Advanced Artificial Intelligence
Course CS687 Section 001
Prerequisites CS580
Instructor Sean Luke
Contact 415 S&T II, sean@cs.gmu.edu, 3-4169
Time and Place Robinson B111, Thursday 4:30-7:10 PM
Instructor Office Hours Thursdays 7:30-8:30 PM, Mondays 3-4PM
 

About the Course

This course will go in depth in a small number of advanced topics in Artificial Intelligence beyond those covered in CS580. These topics will extend existing knowledge about search, machine learning, reasoning, and situated action. Some topics are required; others may be negotiated with the class. Topics will include at a minimum planning, probabilistic reasoning, and (depending on the background of the class) reinforcement learning and evolutionary computation. Additional topics may include knowledge-based learning, natural language processing, vision, robotics, and advanced machine learning techniques.

Any programming assignements, other than the final project, will be done in Common Lisp, the traditional exploratory programming language of AI. Based on experience in CS580, we assume students will be reasonably well versed in Lisp: however, some advanced topics may be covered (such as CLOS and macros).

Course Information

Data, homework, lecture notes, etc. for the course will be posted at the Course Home Page.

Textbooks

The required text is Artificial Intelligence: A Modern Approach by Stuart Russell and Peter Norvig, ISBN: 0131038052.
As we will be coding in Lisp, I very strongly recommend that you also obtain a text on basic Common Lisp. One good choice is ANSI Common Lisp by Paul Graham, ISBN: 0133708756.

Grading Policies

This course will consist of homework and projects, and two midterms. The breakdown will be approximately:

Homework25%
Project25%
Midterms25% Each

There will be no make-up tests for missed examinations. Late homework will be accepted but at a loss of 20% per day (homework later than 4 days). Late final projects must be negotiated with the instructor.

Cheating. This past semester we had seven incidents of plagarism in CS580. All seven incidents went to the honor court and received, at a minimum, a full grade drop (A->B, B->C, C->F). Moral of the story: this is not the course in which to press your luck.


*TASK DIRECTIONS*
Output the records precisely as they stand. Pictures are to be skipped.

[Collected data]

=== Begin Enclosure ===

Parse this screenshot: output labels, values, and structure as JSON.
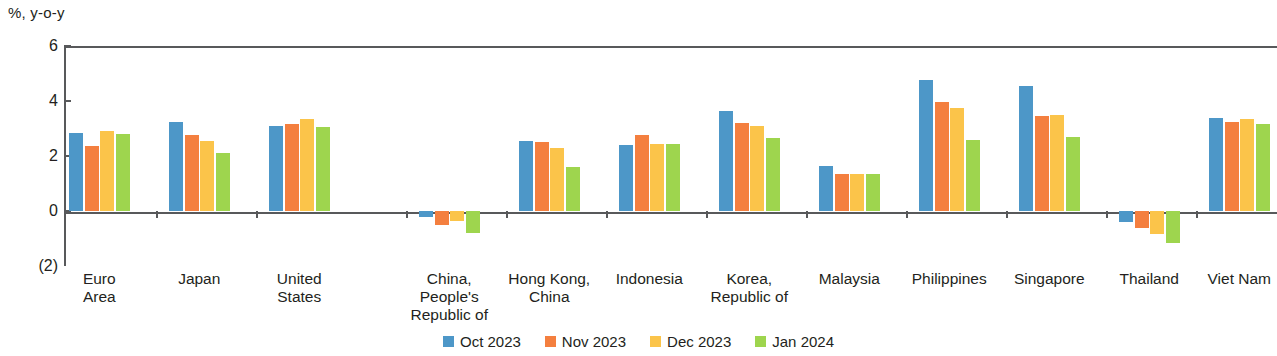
{
  "chart_data": {
    "type": "bar",
    "title": "",
    "subtitle": "",
    "xlabel": "",
    "ylabel": "%, y-o-y",
    "ylim": [
      -2,
      6
    ],
    "ytick_labels": [
      "6",
      "4",
      "2",
      "0",
      "(2)"
    ],
    "ytick_values": [
      6,
      4,
      2,
      0,
      -2
    ],
    "grid": false,
    "legend_position": "bottom-center",
    "categories": [
      "Euro\nArea",
      "Japan",
      "United\nStates",
      "China,\nPeople's\nRepublic of",
      "Hong Kong,\nChina",
      "Indonesia",
      "Korea,\nRepublic of",
      "Malaysia",
      "Philippines",
      "Singapore",
      "Thailand",
      "Viet Nam"
    ],
    "series": [
      {
        "name": "Oct 2023",
        "color": "#4d97c8",
        "values": [
          2.85,
          3.25,
          3.1,
          -0.2,
          2.55,
          2.4,
          3.65,
          1.65,
          4.75,
          4.55,
          -0.4,
          3.4
        ]
      },
      {
        "name": "Nov 2023",
        "color": "#f47f3f",
        "values": [
          2.35,
          2.75,
          3.15,
          -0.5,
          2.5,
          2.75,
          3.2,
          1.35,
          3.95,
          3.45,
          -0.6,
          3.25
        ]
      },
      {
        "name": "Dec 2023",
        "color": "#fbc44a",
        "values": [
          2.9,
          2.55,
          3.35,
          -0.35,
          2.3,
          2.45,
          3.1,
          1.35,
          3.75,
          3.5,
          -0.85,
          3.35
        ]
      },
      {
        "name": "Jan 2024",
        "color": "#9ed54e",
        "values": [
          2.8,
          2.1,
          3.05,
          -0.8,
          1.6,
          2.45,
          2.65,
          1.35,
          2.6,
          2.7,
          -1.15,
          3.15
        ]
      }
    ]
  },
  "legend": {
    "items": [
      {
        "label": "Oct 2023",
        "color": "#4d97c8"
      },
      {
        "label": "Nov 2023",
        "color": "#f47f3f"
      },
      {
        "label": "Dec 2023",
        "color": "#fbc44a"
      },
      {
        "label": "Jan 2024",
        "color": "#9ed54e"
      }
    ]
  },
  "axis": {
    "unit_caption": "%, y-o-y"
  }
}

=== End Enclosure ===

*EXPECTED ANSWER*
Parse this screenshot: output labels, values, and structure as JSON.
{
  "chart_data": {
    "type": "bar",
    "title": "",
    "subtitle": "",
    "xlabel": "",
    "ylabel": "%, y-o-y",
    "ylim": [
      -2,
      6
    ],
    "ytick_labels": [
      "6",
      "4",
      "2",
      "0",
      "(2)"
    ],
    "ytick_values": [
      6,
      4,
      2,
      0,
      -2
    ],
    "grid": false,
    "legend_position": "bottom-center",
    "categories": [
      "Euro\nArea",
      "Japan",
      "United\nStates",
      "China,\nPeople's\nRepublic of",
      "Hong Kong,\nChina",
      "Indonesia",
      "Korea,\nRepublic of",
      "Malaysia",
      "Philippines",
      "Singapore",
      "Thailand",
      "Viet Nam"
    ],
    "series": [
      {
        "name": "Oct 2023",
        "color": "#4d97c8",
        "values": [
          2.85,
          3.25,
          3.1,
          -0.2,
          2.55,
          2.4,
          3.65,
          1.65,
          4.75,
          4.55,
          -0.4,
          3.4
        ]
      },
      {
        "name": "Nov 2023",
        "color": "#f47f3f",
        "values": [
          2.35,
          2.75,
          3.15,
          -0.5,
          2.5,
          2.75,
          3.2,
          1.35,
          3.95,
          3.45,
          -0.6,
          3.25
        ]
      },
      {
        "name": "Dec 2023",
        "color": "#fbc44a",
        "values": [
          2.9,
          2.55,
          3.35,
          -0.35,
          2.3,
          2.45,
          3.1,
          1.35,
          3.75,
          3.5,
          -0.85,
          3.35
        ]
      },
      {
        "name": "Jan 2024",
        "color": "#9ed54e",
        "values": [
          2.8,
          2.1,
          3.05,
          -0.8,
          1.6,
          2.45,
          2.65,
          1.35,
          2.6,
          2.7,
          -1.15,
          3.15
        ]
      }
    ]
  },
  "legend": {
    "items": [
      {
        "label": "Oct 2023",
        "color": "#4d97c8"
      },
      {
        "label": "Nov 2023",
        "color": "#f47f3f"
      },
      {
        "label": "Dec 2023",
        "color": "#fbc44a"
      },
      {
        "label": "Jan 2024",
        "color": "#9ed54e"
      }
    ]
  },
  "axis": {
    "unit_caption": "%, y-o-y"
  }
}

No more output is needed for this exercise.